• ACTIVITY:
Only the lines from the one containing "Find the location of a particular element. The" to the end of the data below belong in the answer, each repeated exactly; no pictures.

---------- THE DATA

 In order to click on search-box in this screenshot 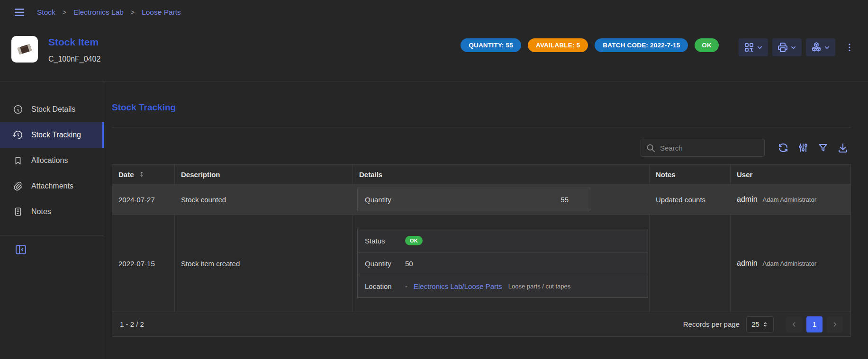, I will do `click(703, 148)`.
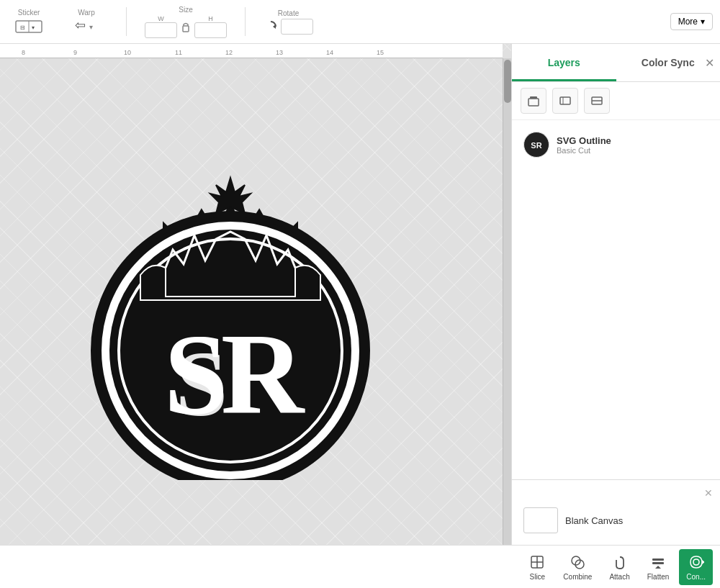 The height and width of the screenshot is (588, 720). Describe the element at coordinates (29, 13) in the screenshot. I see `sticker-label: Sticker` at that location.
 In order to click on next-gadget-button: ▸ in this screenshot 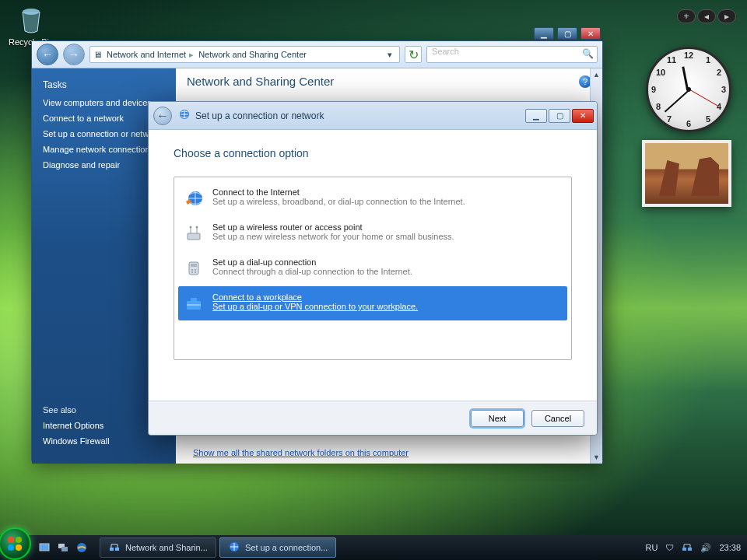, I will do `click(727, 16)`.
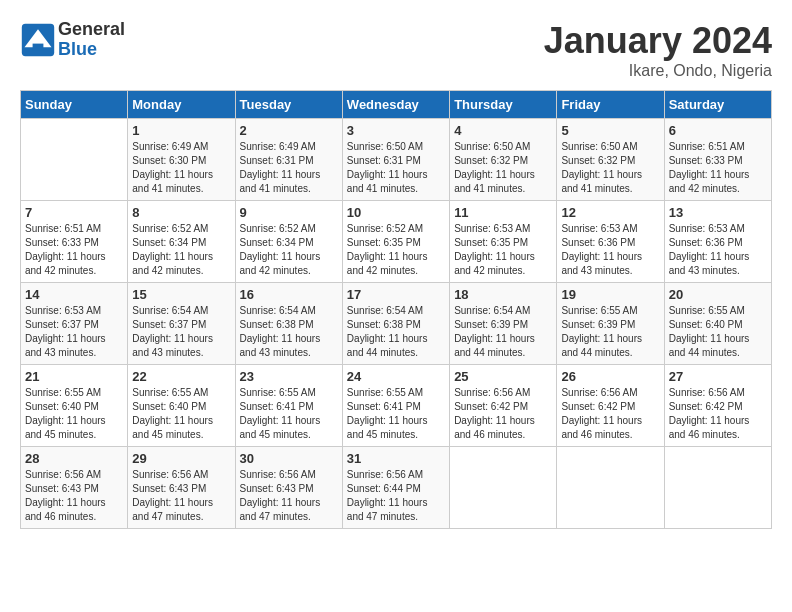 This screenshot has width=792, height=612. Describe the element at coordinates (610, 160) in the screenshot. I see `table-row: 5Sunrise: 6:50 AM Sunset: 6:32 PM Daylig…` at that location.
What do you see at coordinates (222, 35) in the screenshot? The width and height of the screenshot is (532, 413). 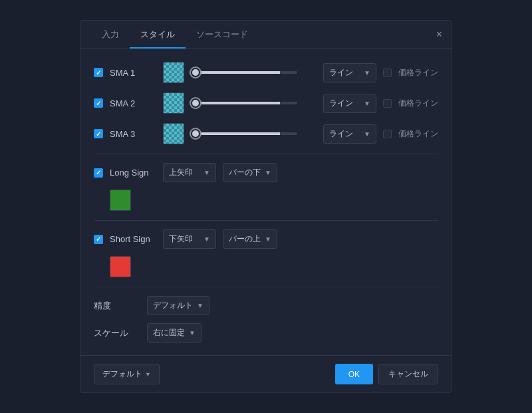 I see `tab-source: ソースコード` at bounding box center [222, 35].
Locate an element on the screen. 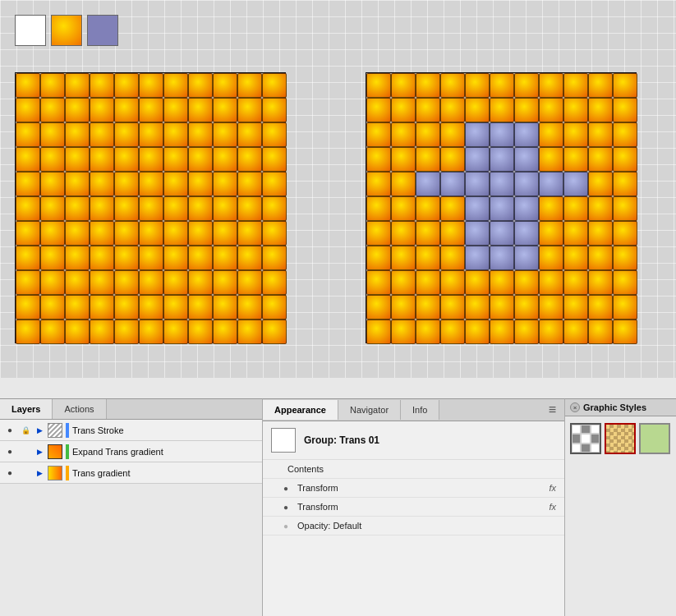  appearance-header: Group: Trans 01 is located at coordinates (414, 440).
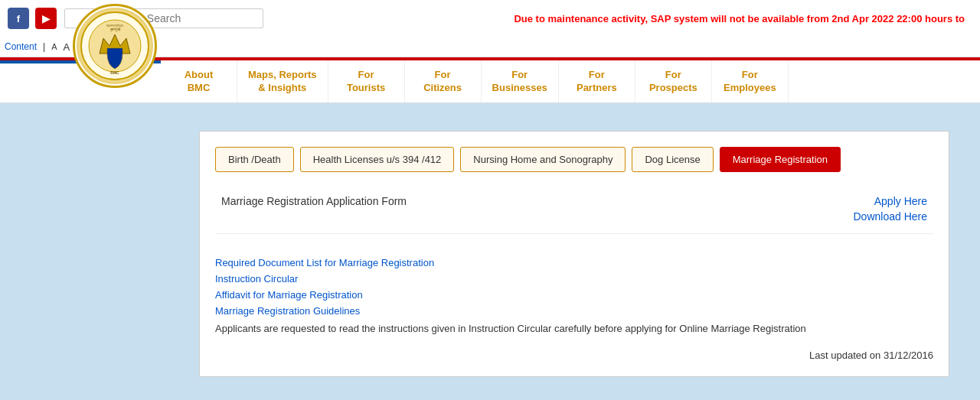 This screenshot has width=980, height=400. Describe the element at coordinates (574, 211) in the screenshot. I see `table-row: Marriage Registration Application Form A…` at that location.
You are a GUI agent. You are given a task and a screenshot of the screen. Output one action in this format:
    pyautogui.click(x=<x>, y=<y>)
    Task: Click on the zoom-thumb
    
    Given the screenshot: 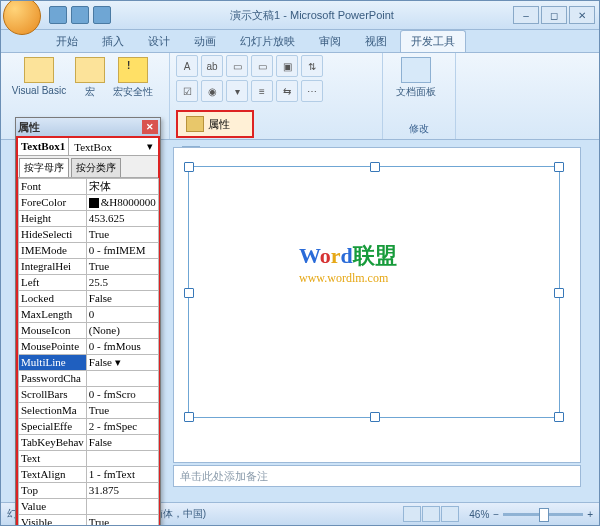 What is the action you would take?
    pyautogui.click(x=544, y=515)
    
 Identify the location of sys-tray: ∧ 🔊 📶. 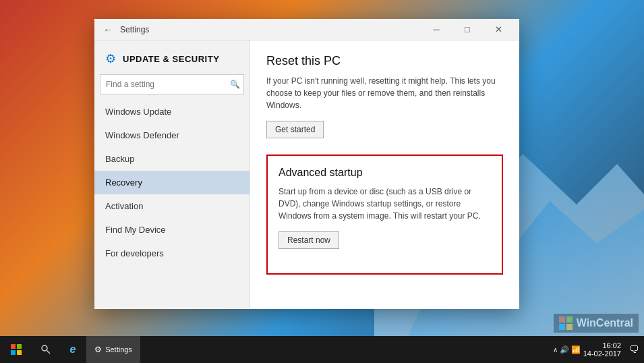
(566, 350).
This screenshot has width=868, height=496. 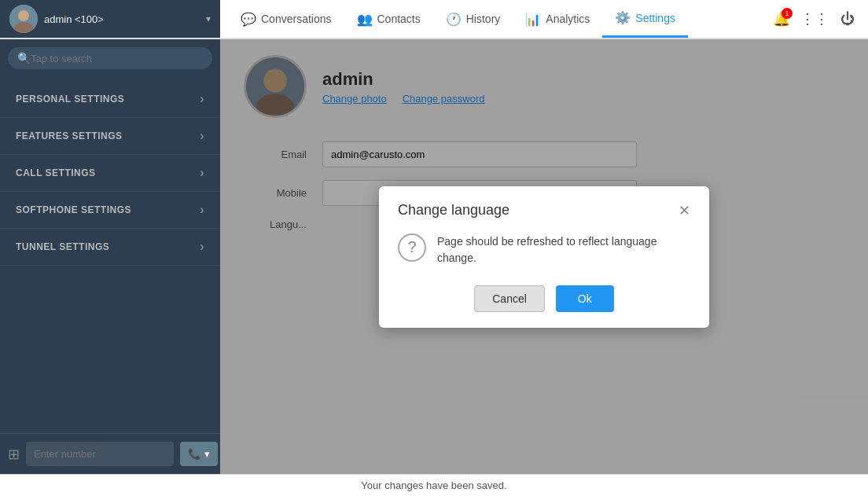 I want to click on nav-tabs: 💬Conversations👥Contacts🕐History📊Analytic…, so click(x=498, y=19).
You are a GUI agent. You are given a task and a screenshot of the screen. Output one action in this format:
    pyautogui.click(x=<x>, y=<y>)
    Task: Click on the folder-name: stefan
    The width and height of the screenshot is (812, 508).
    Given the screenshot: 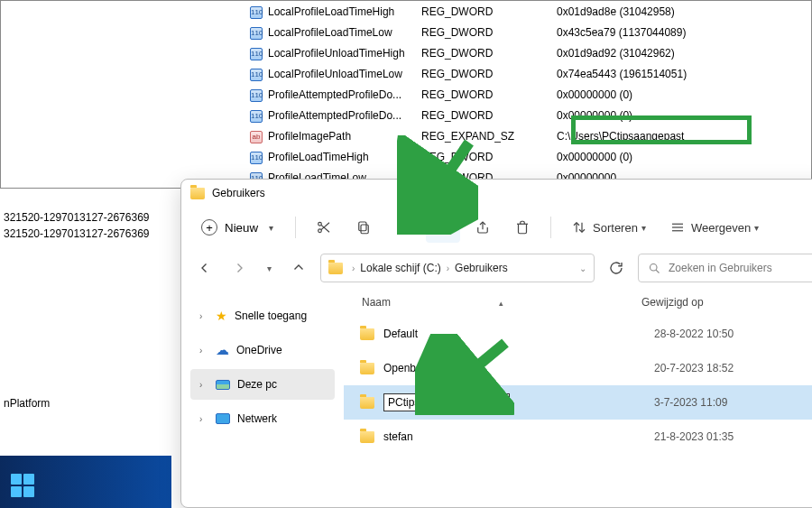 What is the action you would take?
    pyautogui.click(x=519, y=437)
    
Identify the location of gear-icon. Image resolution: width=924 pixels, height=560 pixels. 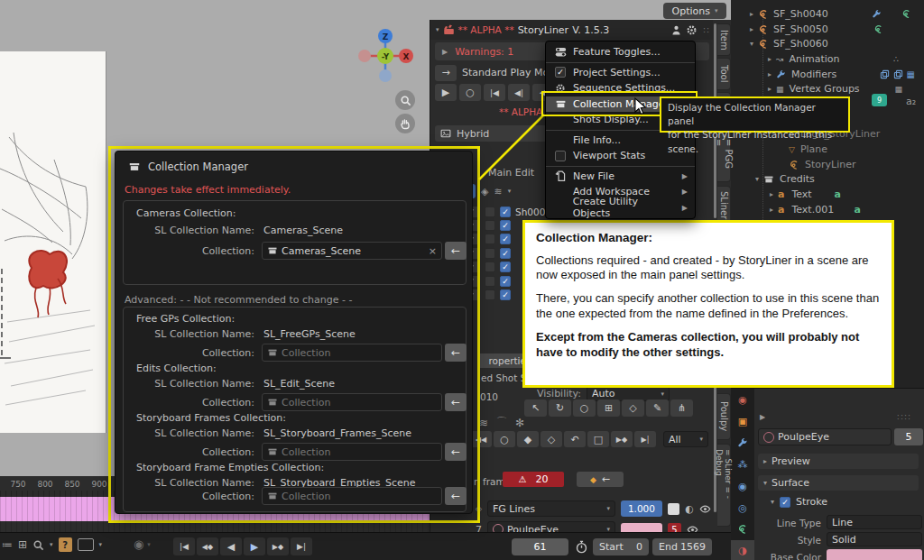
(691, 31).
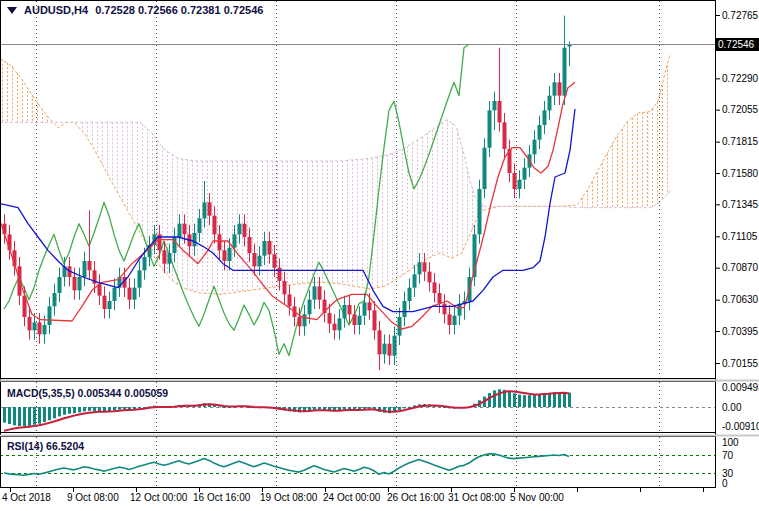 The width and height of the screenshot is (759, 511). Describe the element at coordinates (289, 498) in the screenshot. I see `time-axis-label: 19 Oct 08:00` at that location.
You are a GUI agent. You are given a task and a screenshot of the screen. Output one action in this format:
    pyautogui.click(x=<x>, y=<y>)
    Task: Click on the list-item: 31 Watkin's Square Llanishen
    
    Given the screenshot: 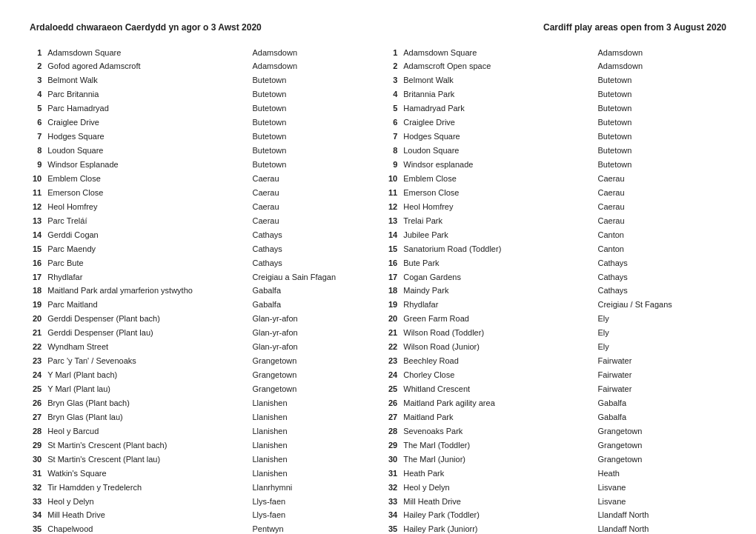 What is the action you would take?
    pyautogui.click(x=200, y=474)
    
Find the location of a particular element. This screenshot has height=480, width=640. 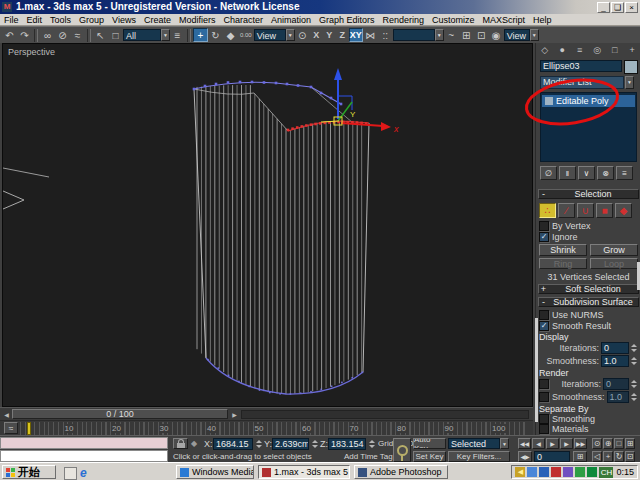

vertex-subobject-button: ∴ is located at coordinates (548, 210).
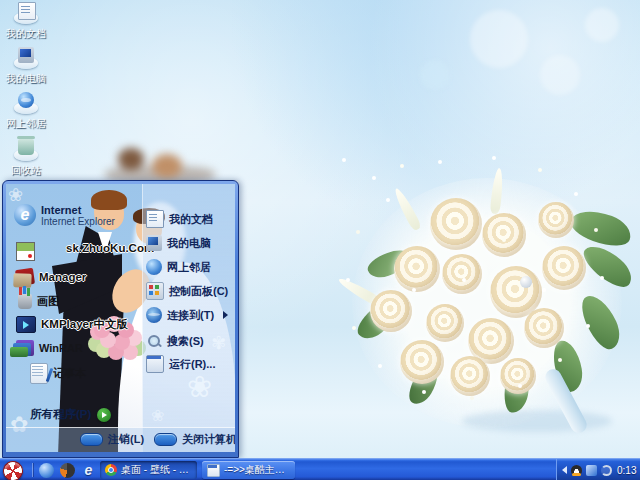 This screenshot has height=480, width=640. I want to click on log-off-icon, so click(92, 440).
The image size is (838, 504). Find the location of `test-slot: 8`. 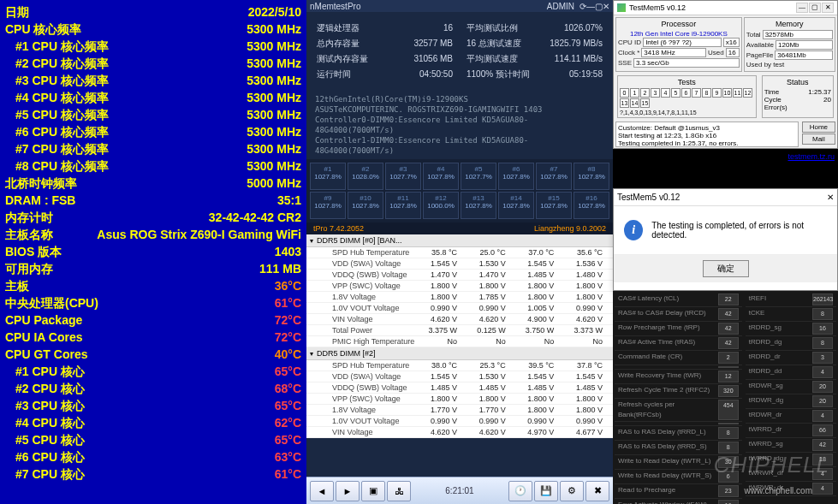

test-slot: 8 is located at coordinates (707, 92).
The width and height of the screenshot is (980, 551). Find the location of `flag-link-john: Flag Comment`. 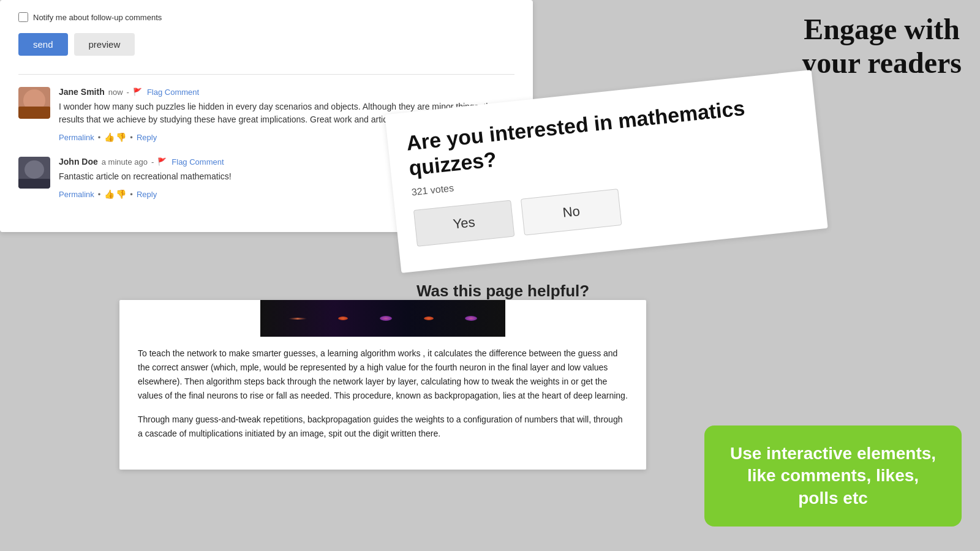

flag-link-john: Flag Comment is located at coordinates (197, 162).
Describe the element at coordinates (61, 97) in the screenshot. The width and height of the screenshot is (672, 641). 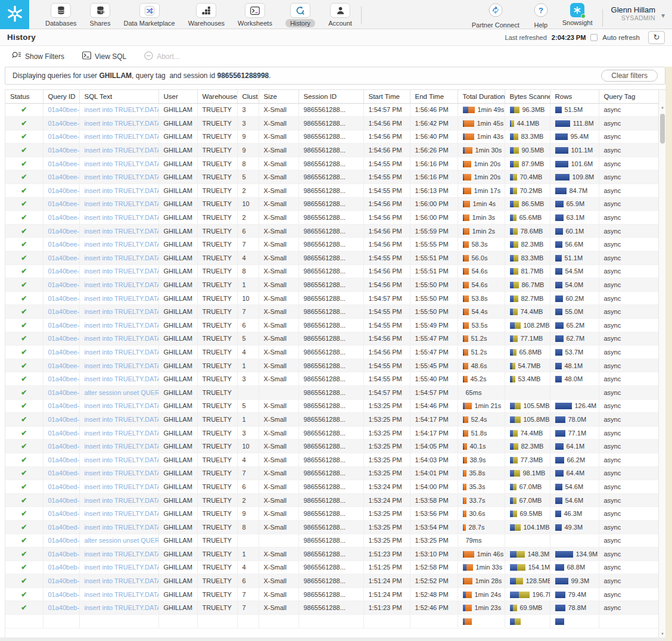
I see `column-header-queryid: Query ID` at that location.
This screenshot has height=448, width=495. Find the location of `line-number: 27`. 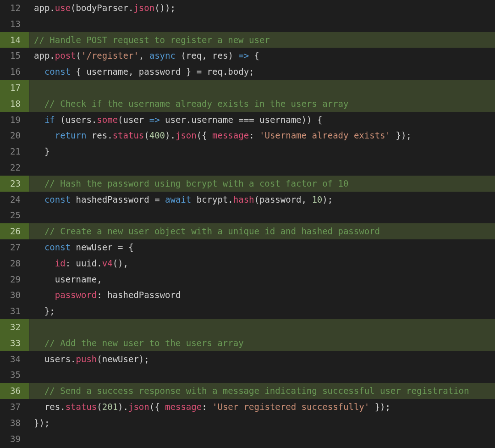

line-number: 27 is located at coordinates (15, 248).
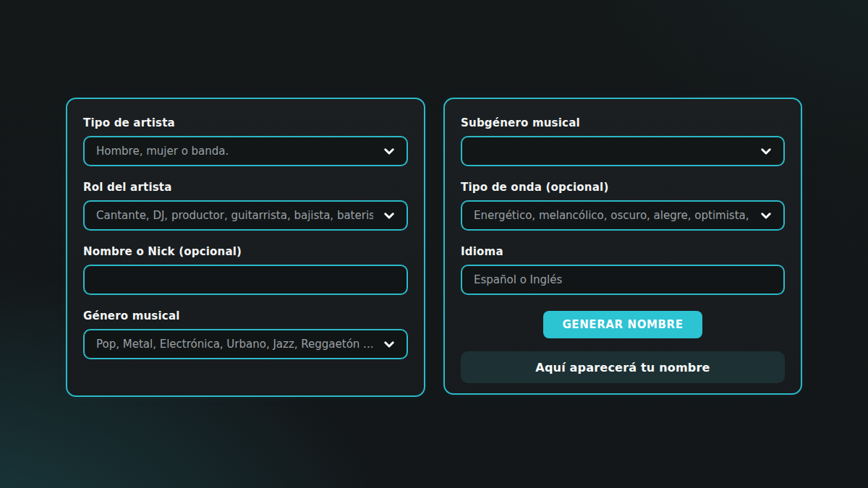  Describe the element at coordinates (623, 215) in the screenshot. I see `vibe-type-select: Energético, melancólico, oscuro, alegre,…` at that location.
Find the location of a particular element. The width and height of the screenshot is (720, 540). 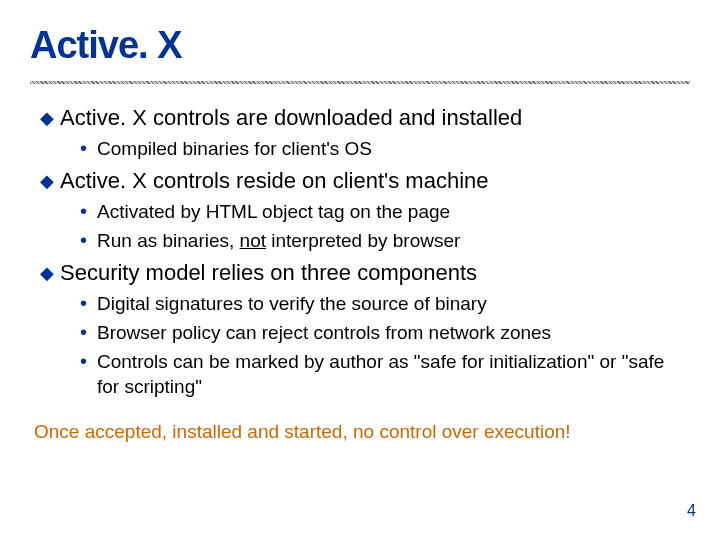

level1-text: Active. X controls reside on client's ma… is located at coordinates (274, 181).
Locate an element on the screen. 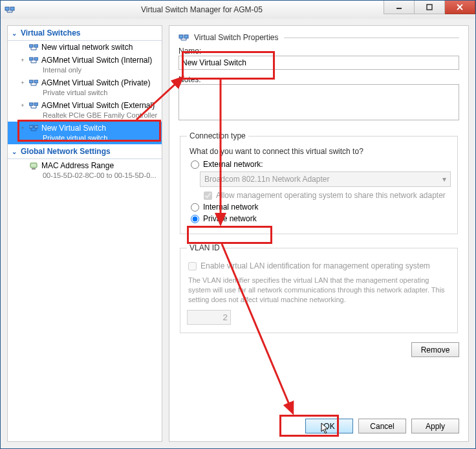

--------------------

• ANSWER FOR THE TASK:
Find the location of a particular element. The width and height of the screenshot is (720, 540). 

level1-text: Active. X controls reside on client's ma… is located at coordinates (274, 181).
Locate an element on the screen. 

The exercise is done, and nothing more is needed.